(Photograph: Quarantine camp Adelaide Jubilee Park, South Australia Archives.)
By Rakesh Ahuja
The Spanish Flu pandemic hit the globe in 1919, resulting in over 50 million deaths. Eerily, just 100 years later, we have the CoronaVirus pandemic.
Medical advice for preventing coronavirus is omnipresent in these times of barely contained panic. However, the interesting point is that the Do’s and Don’ts advised to the populace in 1919 are almost the same, word by word, as what is being advised now.
In effect, despite medical advances, there is no change in medical advice.
Take the Australian experience. Some 13000 died (in a population of less than 5mn). The Sydney Morning Herald, on 28 January 1919, reported the advice of the Department of Public Health to Australians:
- Wear a gauze respirator while riding on trams, trains, or other vehicles; upon steamers; when occupying offices, rooms, or other enclosed spaces which are also occupied by any other persons; in any crowded street, or if walking or standing in conversation with other persons.
- In open air, there is safety at a distance of six feet or over from the mouth of any person;
- The following simple rules should be observed:
Keep away from the cougher, spitter, or sneezer who does not use a mask or handkerchief.
Keep out of crowds.
- Keep in the fresh air and sunlight as much as possible.
- Keep out of doors, if possible, or in a well-ventilated room.
Be temperate in eating, and avoid alcohol. - Wash your hands and face immediately upon reaching your home.
- Change your clothes before mingling with the rest of the family.
- Exercise, short of fatigue, should be taken regularly.
- Keep the mouth and teeth clean.
4. If the epidemic should break through quarantine:
Go to bed in a room to yourself directly you feel symptoms like pain in the head or limbs, or a cold, and take light diet.
The sick person should cough, sneeze, or expectorate into gauze or a piece of clean rag, which should be burnt at once after use.
Persons handling the gauze or rag should wash their hands after each attention.
Patient’s room should be well ventilated, and care should be taken that draughts do not strike him.
Visitors should be kept from the sick room as far as possible. Only one member of the family should attend on the patient, and the attendant should wear a mask.
It would be difficult to identify any element of current advice in the time of CoronaVirus, which is not reflected above.
Well, if humanity survived what was surely a seeming death blow in the wake of WWI, then the threat of CoronaVirus too shall pass. We are now in an interconnected, interdependent world, which allows the best scientific brains to work together to overcome the challenge of CoronaVirus 2020.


§ **WHAT THIS TASK INVOLVES**:
Scan the records for the string "PPRTA", then copy each line that has it.

[Records from a dataset]
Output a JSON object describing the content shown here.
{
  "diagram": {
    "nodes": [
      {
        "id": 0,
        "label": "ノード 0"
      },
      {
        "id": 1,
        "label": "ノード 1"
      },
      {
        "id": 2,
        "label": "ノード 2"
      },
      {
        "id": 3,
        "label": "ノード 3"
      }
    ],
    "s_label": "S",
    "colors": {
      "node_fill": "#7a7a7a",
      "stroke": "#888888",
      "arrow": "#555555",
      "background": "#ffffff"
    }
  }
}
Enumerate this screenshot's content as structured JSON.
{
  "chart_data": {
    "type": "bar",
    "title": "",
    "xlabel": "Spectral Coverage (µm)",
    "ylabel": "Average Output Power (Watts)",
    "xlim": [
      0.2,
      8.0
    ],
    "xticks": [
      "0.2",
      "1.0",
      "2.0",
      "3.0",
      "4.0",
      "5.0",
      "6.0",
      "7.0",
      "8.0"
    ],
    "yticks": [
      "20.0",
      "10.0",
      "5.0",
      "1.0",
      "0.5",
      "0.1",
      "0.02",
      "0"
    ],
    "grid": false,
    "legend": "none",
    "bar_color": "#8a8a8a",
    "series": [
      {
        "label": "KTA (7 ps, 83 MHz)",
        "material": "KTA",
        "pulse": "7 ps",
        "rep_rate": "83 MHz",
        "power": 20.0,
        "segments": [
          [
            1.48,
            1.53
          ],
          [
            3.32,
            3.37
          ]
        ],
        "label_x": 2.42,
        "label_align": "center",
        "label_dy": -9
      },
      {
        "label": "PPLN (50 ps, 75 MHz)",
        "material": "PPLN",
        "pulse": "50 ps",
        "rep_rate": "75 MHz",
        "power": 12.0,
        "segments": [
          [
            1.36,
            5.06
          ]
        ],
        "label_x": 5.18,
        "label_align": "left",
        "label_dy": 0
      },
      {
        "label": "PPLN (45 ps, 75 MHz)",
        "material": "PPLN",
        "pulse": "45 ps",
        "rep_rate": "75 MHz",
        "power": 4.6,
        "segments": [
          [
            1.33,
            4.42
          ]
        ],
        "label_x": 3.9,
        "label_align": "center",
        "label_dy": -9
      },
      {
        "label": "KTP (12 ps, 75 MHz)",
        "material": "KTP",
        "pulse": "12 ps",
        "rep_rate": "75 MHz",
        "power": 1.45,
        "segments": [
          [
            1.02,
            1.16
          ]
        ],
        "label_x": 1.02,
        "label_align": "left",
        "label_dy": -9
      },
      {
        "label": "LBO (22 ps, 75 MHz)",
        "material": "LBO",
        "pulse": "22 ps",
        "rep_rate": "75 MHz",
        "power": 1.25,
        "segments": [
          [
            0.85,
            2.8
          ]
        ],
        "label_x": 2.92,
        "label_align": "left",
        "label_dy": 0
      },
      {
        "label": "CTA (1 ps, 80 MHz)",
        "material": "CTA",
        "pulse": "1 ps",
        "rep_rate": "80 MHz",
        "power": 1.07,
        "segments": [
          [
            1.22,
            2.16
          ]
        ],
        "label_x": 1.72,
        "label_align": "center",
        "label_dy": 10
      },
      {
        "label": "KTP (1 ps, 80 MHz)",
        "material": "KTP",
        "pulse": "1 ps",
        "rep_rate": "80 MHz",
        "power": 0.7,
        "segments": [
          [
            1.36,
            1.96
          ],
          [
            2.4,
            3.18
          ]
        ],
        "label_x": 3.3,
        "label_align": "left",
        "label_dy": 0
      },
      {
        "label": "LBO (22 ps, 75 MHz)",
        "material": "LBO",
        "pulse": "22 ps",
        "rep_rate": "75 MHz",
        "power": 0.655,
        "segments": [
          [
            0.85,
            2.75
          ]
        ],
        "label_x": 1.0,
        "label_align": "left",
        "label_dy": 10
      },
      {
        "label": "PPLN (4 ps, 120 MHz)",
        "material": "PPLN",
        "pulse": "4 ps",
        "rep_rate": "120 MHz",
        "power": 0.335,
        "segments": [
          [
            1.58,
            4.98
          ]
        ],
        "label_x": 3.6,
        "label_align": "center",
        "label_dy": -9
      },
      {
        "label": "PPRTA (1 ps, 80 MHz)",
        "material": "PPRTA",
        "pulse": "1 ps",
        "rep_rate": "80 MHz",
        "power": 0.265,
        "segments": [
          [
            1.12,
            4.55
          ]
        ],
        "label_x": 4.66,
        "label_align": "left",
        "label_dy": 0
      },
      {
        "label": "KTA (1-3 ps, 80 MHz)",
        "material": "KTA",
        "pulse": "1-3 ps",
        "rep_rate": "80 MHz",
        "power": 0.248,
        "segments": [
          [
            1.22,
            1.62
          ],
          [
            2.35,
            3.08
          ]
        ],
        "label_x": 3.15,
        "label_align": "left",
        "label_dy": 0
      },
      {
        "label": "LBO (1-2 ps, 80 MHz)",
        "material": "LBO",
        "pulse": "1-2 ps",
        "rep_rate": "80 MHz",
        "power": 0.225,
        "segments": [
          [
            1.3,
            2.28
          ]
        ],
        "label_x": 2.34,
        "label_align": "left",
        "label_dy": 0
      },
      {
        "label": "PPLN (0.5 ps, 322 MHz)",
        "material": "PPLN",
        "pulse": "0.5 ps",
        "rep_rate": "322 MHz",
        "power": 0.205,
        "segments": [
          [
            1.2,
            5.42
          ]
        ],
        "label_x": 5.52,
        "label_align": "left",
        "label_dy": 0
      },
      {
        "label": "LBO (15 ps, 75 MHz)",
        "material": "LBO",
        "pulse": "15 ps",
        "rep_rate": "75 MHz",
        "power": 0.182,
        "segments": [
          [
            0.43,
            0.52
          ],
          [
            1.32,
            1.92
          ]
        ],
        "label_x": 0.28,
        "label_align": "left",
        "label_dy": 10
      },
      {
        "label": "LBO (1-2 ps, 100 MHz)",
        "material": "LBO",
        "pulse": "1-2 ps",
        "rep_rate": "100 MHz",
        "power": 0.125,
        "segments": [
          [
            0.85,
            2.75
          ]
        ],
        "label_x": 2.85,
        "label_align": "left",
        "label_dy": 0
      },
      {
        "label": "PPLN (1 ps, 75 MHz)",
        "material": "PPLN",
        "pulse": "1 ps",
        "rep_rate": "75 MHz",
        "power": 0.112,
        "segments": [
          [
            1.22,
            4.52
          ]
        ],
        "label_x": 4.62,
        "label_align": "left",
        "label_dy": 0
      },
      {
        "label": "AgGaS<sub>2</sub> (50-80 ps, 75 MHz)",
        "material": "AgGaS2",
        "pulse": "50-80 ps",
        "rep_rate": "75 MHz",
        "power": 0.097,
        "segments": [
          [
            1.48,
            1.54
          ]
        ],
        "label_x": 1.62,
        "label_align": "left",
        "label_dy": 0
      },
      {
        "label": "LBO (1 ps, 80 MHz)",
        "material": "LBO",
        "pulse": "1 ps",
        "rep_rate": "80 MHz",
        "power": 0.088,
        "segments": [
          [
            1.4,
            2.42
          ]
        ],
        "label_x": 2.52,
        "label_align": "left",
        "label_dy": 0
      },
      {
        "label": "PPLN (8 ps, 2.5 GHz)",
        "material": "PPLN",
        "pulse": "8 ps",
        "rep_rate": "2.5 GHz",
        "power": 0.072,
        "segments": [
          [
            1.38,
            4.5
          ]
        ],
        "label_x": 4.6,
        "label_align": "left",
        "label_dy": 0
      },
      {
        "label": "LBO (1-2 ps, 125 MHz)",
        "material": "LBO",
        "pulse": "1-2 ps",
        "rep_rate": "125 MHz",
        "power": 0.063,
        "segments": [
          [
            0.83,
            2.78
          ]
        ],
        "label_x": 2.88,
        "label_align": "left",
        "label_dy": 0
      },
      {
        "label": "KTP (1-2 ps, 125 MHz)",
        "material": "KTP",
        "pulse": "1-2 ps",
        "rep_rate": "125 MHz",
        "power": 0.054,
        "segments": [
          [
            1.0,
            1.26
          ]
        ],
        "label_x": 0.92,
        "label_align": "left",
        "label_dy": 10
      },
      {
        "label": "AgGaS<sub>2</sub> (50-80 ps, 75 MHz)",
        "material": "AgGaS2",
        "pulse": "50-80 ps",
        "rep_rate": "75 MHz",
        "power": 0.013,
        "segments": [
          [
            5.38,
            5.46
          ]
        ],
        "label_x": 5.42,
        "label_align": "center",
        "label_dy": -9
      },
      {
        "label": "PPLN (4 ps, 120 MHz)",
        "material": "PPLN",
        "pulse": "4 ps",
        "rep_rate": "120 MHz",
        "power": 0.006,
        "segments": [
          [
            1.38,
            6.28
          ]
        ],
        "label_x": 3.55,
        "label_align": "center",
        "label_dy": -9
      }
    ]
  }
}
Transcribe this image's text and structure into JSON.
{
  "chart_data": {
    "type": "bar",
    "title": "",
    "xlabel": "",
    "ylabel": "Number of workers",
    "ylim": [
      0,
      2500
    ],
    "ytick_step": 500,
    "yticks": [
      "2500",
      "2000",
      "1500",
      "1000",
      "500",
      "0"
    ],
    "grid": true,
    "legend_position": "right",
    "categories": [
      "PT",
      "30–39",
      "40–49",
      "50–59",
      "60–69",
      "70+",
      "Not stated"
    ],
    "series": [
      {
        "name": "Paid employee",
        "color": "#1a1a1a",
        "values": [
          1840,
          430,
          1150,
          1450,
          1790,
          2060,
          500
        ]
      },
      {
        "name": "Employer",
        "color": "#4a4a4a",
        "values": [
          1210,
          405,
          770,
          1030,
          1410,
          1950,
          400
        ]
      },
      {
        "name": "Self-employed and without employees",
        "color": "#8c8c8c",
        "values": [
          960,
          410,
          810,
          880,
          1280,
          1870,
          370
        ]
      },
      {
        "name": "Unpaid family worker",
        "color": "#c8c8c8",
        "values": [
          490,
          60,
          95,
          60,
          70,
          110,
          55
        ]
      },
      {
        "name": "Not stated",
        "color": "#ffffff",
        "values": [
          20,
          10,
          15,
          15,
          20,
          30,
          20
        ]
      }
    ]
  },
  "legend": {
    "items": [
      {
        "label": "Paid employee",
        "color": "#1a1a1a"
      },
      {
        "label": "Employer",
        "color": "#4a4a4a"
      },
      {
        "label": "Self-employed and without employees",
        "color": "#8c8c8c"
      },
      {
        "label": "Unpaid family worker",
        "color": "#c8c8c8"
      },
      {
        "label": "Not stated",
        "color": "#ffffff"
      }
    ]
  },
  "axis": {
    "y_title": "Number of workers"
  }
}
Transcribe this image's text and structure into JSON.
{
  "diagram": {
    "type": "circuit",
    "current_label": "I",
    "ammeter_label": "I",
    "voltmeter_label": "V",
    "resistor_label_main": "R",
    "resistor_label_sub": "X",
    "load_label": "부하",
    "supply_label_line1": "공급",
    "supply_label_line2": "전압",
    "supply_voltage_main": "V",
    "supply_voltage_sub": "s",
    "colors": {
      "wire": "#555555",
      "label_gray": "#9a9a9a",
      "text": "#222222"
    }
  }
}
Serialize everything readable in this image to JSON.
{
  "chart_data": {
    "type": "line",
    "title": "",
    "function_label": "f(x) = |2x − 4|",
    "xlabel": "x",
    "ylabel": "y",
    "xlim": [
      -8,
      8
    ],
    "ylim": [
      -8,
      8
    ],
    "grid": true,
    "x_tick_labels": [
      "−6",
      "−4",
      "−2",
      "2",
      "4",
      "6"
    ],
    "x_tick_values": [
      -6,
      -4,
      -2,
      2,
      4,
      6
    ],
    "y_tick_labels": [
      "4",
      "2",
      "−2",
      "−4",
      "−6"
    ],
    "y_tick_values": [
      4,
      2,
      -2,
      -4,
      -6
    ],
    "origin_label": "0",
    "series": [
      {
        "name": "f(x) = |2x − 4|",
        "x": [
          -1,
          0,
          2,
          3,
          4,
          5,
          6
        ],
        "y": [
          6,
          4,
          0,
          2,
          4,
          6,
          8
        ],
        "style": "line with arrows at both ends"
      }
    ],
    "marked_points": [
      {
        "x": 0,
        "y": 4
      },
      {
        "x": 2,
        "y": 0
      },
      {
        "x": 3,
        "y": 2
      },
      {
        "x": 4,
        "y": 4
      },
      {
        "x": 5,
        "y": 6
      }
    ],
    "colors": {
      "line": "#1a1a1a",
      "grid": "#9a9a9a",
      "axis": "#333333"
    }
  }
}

§ **SOLUTION**:
        "label": "PPRTA (1 ps, 80 MHz)",
        "material": "PPRTA",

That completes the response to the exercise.